Why Product Thinking Makes Strategy Stick

Many consulting strategies fail not because they are wrong, but because they are not built to be delivered. Product management fills that gap.

It gives strategy consultants a richer toolbox:

  • Personas, not just segments.
  • JTBD insights, not just assumptions.
  • PRDs, not just roadmaps.
  • MVPs, not just timelines.
  • Agile sprints, not just Gantt charts.
  • Behavior-based KPIs, not just lagging indicators.

By embracing product thinking, consultants become better partners to clients, better collaborators with delivery teams, and better stewards of the strategies they create.


Final Thoughts: A New Role for the Modern Consultant

The world has changed. Today’s consultants must be more than analysts. They must be translators—connecting vision to action, users to outcomes, and strategy to product.

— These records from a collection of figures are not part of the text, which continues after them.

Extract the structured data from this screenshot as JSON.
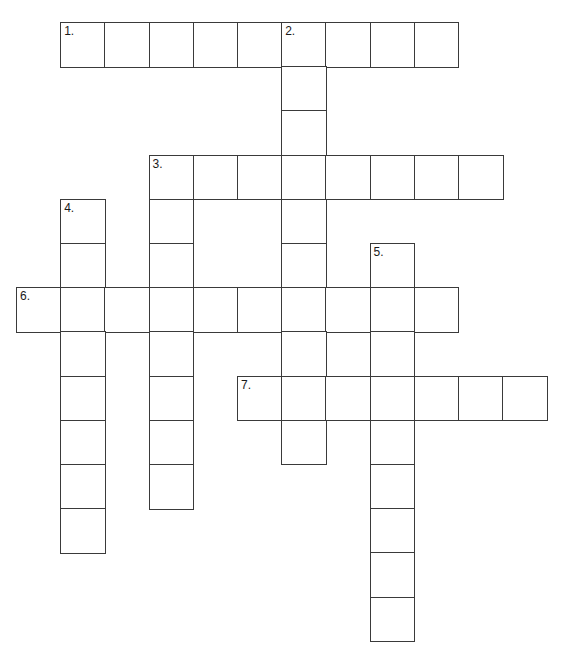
{
  "puzzle": {
    "type": "crossword-grid",
    "title": "",
    "cell_size": 44.2,
    "origin_x": 16,
    "origin_y": 22,
    "grid_columns": 12,
    "grid_rows": 14,
    "cell_border_color": "#3a3a3a",
    "cell_fill_color": "#ffffff",
    "background_color": "#ffffff",
    "entries": [
      {
        "number": "1.",
        "direction": "across",
        "row": 0,
        "col": 1,
        "length": 9,
        "answer": ""
      },
      {
        "number": "2.",
        "direction": "down",
        "row": 0,
        "col": 6,
        "length": 10,
        "answer": ""
      },
      {
        "number": "3.",
        "direction": "across",
        "row": 3,
        "col": 3,
        "length": 8,
        "answer": ""
      },
      {
        "number": "3.",
        "direction": "down",
        "row": 3,
        "col": 3,
        "length": 8,
        "answer": ""
      },
      {
        "number": "4.",
        "direction": "down",
        "row": 4,
        "col": 1,
        "length": 8,
        "answer": ""
      },
      {
        "number": "5.",
        "direction": "down",
        "row": 5,
        "col": 8,
        "length": 9,
        "answer": ""
      },
      {
        "number": "6.",
        "direction": "across",
        "row": 6,
        "col": 0,
        "length": 10,
        "answer": ""
      },
      {
        "number": "7.",
        "direction": "across",
        "row": 8,
        "col": 5,
        "length": 7,
        "answer": ""
      }
    ],
    "cells": [
      {
        "row": 0,
        "col": 1,
        "number": "1.",
        "letter": ""
      },
      {
        "row": 0,
        "col": 2,
        "number": "",
        "letter": ""
      },
      {
        "row": 0,
        "col": 3,
        "number": "",
        "letter": ""
      },
      {
        "row": 0,
        "col": 4,
        "number": "",
        "letter": ""
      },
      {
        "row": 0,
        "col": 5,
        "number": "",
        "letter": ""
      },
      {
        "row": 0,
        "col": 6,
        "number": "2.",
        "letter": ""
      },
      {
        "row": 0,
        "col": 7,
        "number": "",
        "letter": ""
      },
      {
        "row": 0,
        "col": 8,
        "number": "",
        "letter": ""
      },
      {
        "row": 0,
        "col": 9,
        "number": "",
        "letter": ""
      },
      {
        "row": 1,
        "col": 6,
        "number": "",
        "letter": ""
      },
      {
        "row": 2,
        "col": 6,
        "number": "",
        "letter": ""
      },
      {
        "row": 3,
        "col": 3,
        "number": "3.",
        "letter": ""
      },
      {
        "row": 3,
        "col": 4,
        "number": "",
        "letter": ""
      },
      {
        "row": 3,
        "col": 5,
        "number": "",
        "letter": ""
      },
      {
        "row": 3,
        "col": 6,
        "number": "",
        "letter": ""
      },
      {
        "row": 3,
        "col": 7,
        "number": "",
        "letter": ""
      },
      {
        "row": 3,
        "col": 8,
        "number": "",
        "letter": ""
      },
      {
        "row": 3,
        "col": 9,
        "number": "",
        "letter": ""
      },
      {
        "row": 3,
        "col": 10,
        "number": "",
        "letter": ""
      },
      {
        "row": 4,
        "col": 1,
        "number": "4.",
        "letter": ""
      },
      {
        "row": 4,
        "col": 3,
        "number": "",
        "letter": ""
      },
      {
        "row": 4,
        "col": 6,
        "number": "",
        "letter": ""
      },
      {
        "row": 5,
        "col": 1,
        "number": "",
        "letter": ""
      },
      {
        "row": 5,
        "col": 3,
        "number": "",
        "letter": ""
      },
      {
        "row": 5,
        "col": 6,
        "number": "",
        "letter": ""
      },
      {
        "row": 5,
        "col": 8,
        "number": "5.",
        "letter": ""
      },
      {
        "row": 6,
        "col": 0,
        "number": "6.",
        "letter": ""
      },
      {
        "row": 6,
        "col": 1,
        "number": "",
        "letter": ""
      },
      {
        "row": 6,
        "col": 2,
        "number": "",
        "letter": ""
      },
      {
        "row": 6,
        "col": 3,
        "number": "",
        "letter": ""
      },
      {
        "row": 6,
        "col": 4,
        "number": "",
        "letter": ""
      },
      {
        "row": 6,
        "col": 5,
        "number": "",
        "letter": ""
      },
      {
        "row": 6,
        "col": 6,
        "number": "",
        "letter": ""
      },
      {
        "row": 6,
        "col": 7,
        "number": "",
        "letter": ""
      },
      {
        "row": 6,
        "col": 8,
        "number": "",
        "letter": ""
      },
      {
        "row": 6,
        "col": 9,
        "number": "",
        "letter": ""
      },
      {
        "row": 7,
        "col": 1,
        "number": "",
        "letter": ""
      },
      {
        "row": 7,
        "col": 3,
        "number": "",
        "letter": ""
      },
      {
        "row": 7,
        "col": 6,
        "number": "",
        "letter": ""
      },
      {
        "row": 7,
        "col": 8,
        "number": "",
        "letter": ""
      },
      {
        "row": 8,
        "col": 1,
        "number": "",
        "letter": ""
      },
      {
        "row": 8,
        "col": 3,
        "number": "",
        "letter": ""
      },
      {
        "row": 8,
        "col": 5,
        "number": "7.",
        "letter": ""
      },
      {
        "row": 8,
        "col": 6,
        "number": "",
        "letter": ""
      },
      {
        "row": 8,
        "col": 7,
        "number": "",
        "letter": ""
      },
      {
        "row": 8,
        "col": 8,
        "number": "",
        "letter": ""
      },
      {
        "row": 8,
        "col": 9,
        "number": "",
        "letter": ""
      },
      {
        "row": 8,
        "col": 10,
        "number": "",
        "letter": ""
      },
      {
        "row": 8,
        "col": 11,
        "number": "",
        "letter": ""
      },
      {
        "row": 9,
        "col": 1,
        "number": "",
        "letter": ""
      },
      {
        "row": 9,
        "col": 3,
        "number": "",
        "letter": ""
      },
      {
        "row": 9,
        "col": 6,
        "number": "",
        "letter": ""
      },
      {
        "row": 9,
        "col": 8,
        "number": "",
        "letter": ""
      },
      {
        "row": 10,
        "col": 1,
        "number": "",
        "letter": ""
      },
      {
        "row": 10,
        "col": 3,
        "number": "",
        "letter": ""
      },
      {
        "row": 10,
        "col": 8,
        "number": "",
        "letter": ""
      },
      {
        "row": 11,
        "col": 1,
        "number": "",
        "letter": ""
      },
      {
        "row": 11,
        "col": 8,
        "number": "",
        "letter": ""
      },
      {
        "row": 12,
        "col": 8,
        "number": "",
        "letter": ""
      },
      {
        "row": 13,
        "col": 8,
        "number": "",
        "letter": ""
      }
    ]
  }
}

This doesn’t mean consultants must become product managers. But they must think like them.

They must understand how products are built, how users behave, and how progress is measured. They must know how to write a user story, sketch a funnel, and prioritize features. They must be able to speak to engineering and design teams with clarity and credibility.

In short, they must be builders of value—not just advisors of ideas.

That is the future of strategy. And it starts by learning to think like a product manager.